If your credit score is strong (generally 700+), a 0% balance transfer credit card might save you more money than a personal loan, assuming you can pay off the balance within the promotional period (typically 12 to 21 months). But if you need a longer repayment window or your credit isn’t quite in that range, a personal loan with a fixed rate and fixed payment schedule offers more predictability.
Neither option is universally better. The right choice depends on your balance, your credit profile, and how quickly you can realistically pay things off. A financial advisor can help you run the numbers for your specific situation.
Frequently Asked Questions
Based on Q4 2025 data, average APRs range from about 15% for borrowers with credit scores above 720 to roughly 30-32% for those with scores below 620. The average across all borrowers falls somewhere around 22-25%, though your individual rate depends heavily on your creditworthiness, income, and the lender you choose.
Among the 26.4 million Americans who have a personal loan, the average balance is $11,699. Keep in mind, this is only among people who actually have personal loans; most American adults don’t carry one. Personal loan debt represents just 1.5% of total consumer debt.
You can get approved with a credit score below 600, but the terms won’t be favorable. Borrowers in the 560-579 range see average APRs around 31.84%, and loan amounts tend to be smaller (averaging about $11,187). If your score is below 560, some lenders may still extend offers, but you should carefully evaluate whether the cost of borrowing makes financial sense for your situation.
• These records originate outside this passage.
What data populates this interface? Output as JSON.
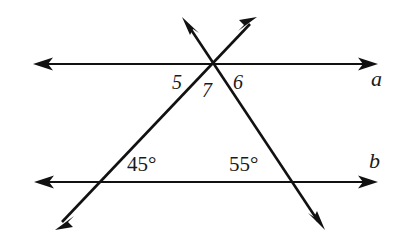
{
  "figure": {
    "background_color": "#ffffff",
    "stroke_color": "#111111",
    "width": 409,
    "height": 243
  },
  "lines": [
    {
      "name": "line-a",
      "label": "a",
      "orientation": "horizontal",
      "y": 64,
      "x_start": 33,
      "x_end": 378,
      "arrows": "both",
      "label_x": 371,
      "label_y": 68
    },
    {
      "name": "line-b",
      "label": "b",
      "orientation": "horizontal",
      "y": 182,
      "x_start": 34,
      "x_end": 378,
      "arrows": "both",
      "label_x": 369,
      "label_y": 150
    },
    {
      "name": "transversal-left",
      "label": "",
      "orientation": "rising",
      "x_start": 55,
      "y_start": 230,
      "x_end": 257,
      "y_end": 17,
      "arrows": "both"
    },
    {
      "name": "transversal-right",
      "label": "",
      "orientation": "falling",
      "x_start": 182,
      "y_start": 17,
      "x_end": 325,
      "y_end": 230,
      "arrows": "both"
    }
  ],
  "intersections": [
    {
      "name": "apex",
      "x": 212,
      "y": 64,
      "description": "both transversals meet line a"
    },
    {
      "name": "left-base",
      "x": 101,
      "y": 182,
      "description": "left transversal meets line b"
    },
    {
      "name": "right-base",
      "x": 293,
      "y": 182,
      "description": "right transversal meets line b"
    }
  ],
  "labels": {
    "angle_5": "5",
    "angle_7": "7",
    "angle_6": "6",
    "angle_45": "45°",
    "angle_55": "55°",
    "line_a": "a",
    "line_b": "b"
  }
}
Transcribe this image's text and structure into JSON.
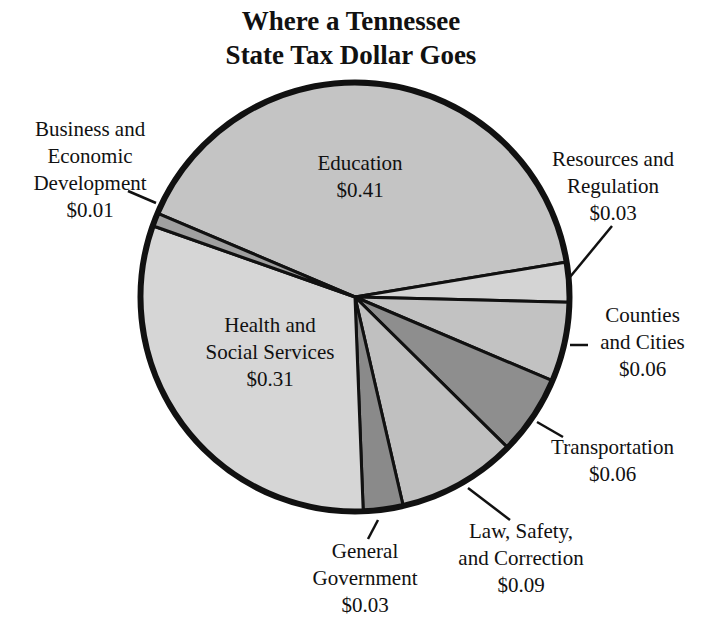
{
  "title": {
    "line1": "Where a Tennessee",
    "line2": "State Tax Dollar Goes"
  },
  "chart_data": {
    "type": "pie",
    "title": "Where a Tennessee State Tax Dollar Goes",
    "categories": [
      "Education",
      "Resources and Regulation",
      "Counties and Cities",
      "Transportation",
      "Law, Safety, and Correction",
      "General Government",
      "Health and Social Services",
      "Business and Economic Development"
    ],
    "values": [
      0.41,
      0.03,
      0.06,
      0.06,
      0.09,
      0.03,
      0.31,
      0.01
    ],
    "value_labels": [
      "$0.41",
      "$0.03",
      "$0.06",
      "$0.06",
      "$0.09",
      "$0.03",
      "$0.31",
      "$0.01"
    ],
    "colors": [
      "#c4c4c4",
      "#d4d4d4",
      "#c2c2c2",
      "#8e8e8e",
      "#c0c0c0",
      "#8a8a8a",
      "#d6d6d6",
      "#a0a0a0"
    ],
    "legend": "none (callout labels)"
  },
  "labels": {
    "education": {
      "l1": "Education",
      "v": "$0.41"
    },
    "resources": {
      "l1": "Resources and",
      "l2": "Regulation",
      "v": "$0.03"
    },
    "counties": {
      "l1": "Counties",
      "l2": "and Cities",
      "v": "$0.06"
    },
    "transportation": {
      "l1": "Transportation",
      "v": "$0.06"
    },
    "law": {
      "l1": "Law, Safety,",
      "l2": "and Correction",
      "v": "$0.09"
    },
    "general": {
      "l1": "General",
      "l2": "Government",
      "v": "$0.03"
    },
    "health": {
      "l1": "Health and",
      "l2": "Social Services",
      "v": "$0.31"
    },
    "business": {
      "l1": "Business and",
      "l2": "Economic",
      "l3": "Development",
      "v": "$0.01"
    }
  }
}
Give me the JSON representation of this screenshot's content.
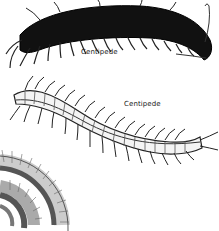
{
  "image": {
    "description": "Black-and-white illustration of centipedes",
    "colors": {
      "background": "#ffffff",
      "ink": "#111111",
      "label": "#222222"
    }
  },
  "labels": [
    {
      "text": "Centipede"
    },
    {
      "text": "Centipede"
    }
  ],
  "figures": [
    {
      "name": "dark-centipede",
      "style": "solid black body with pale legs"
    },
    {
      "name": "light-centipede",
      "style": "segmented pale body with dark outline"
    },
    {
      "name": "coiled-millipede",
      "style": "coiled spiral with many fine legs"
    }
  ]
}
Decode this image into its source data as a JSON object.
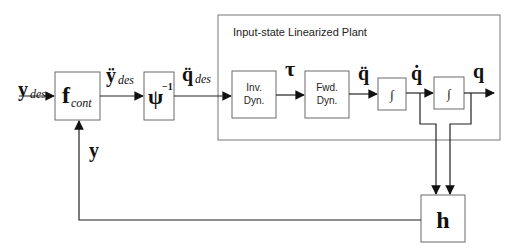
{
  "diagram": {
    "title": "Input-state Linearized Plant",
    "signals": {
      "y_des": {
        "main": "y",
        "sub": "des"
      },
      "ydd_des": {
        "main": "ÿ",
        "sub": "des"
      },
      "qdd_des": {
        "main": "q̈",
        "sub": "des"
      },
      "tau": "τ",
      "qdd": "q̈",
      "qd": "q̇",
      "q": "q",
      "y_feedback": "y"
    },
    "blocks": {
      "f_cont": {
        "main": "f",
        "sub": "cont"
      },
      "psi_inv": {
        "main": "ψ",
        "sup": "−1"
      },
      "inv_dyn": {
        "line1": "Inv.",
        "line2": "Dyn."
      },
      "fwd_dyn": {
        "line1": "Fwd.",
        "line2": "Dyn."
      },
      "integrator_1": "∫",
      "integrator_2": "∫",
      "h": "h"
    }
  }
}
Yes. The 60-day delinquency rate climbed from 3.57% in Q4 2024 to 3.99% in Q4 2025. While this is concerning, it’s still below the delinquency levels seen during the 2008-2009 financial crisis. If you’re considering a personal loan, build a realistic repayment budget before committing, and keep an emergency cushion so an unexpected expense doesn’t derail your payments.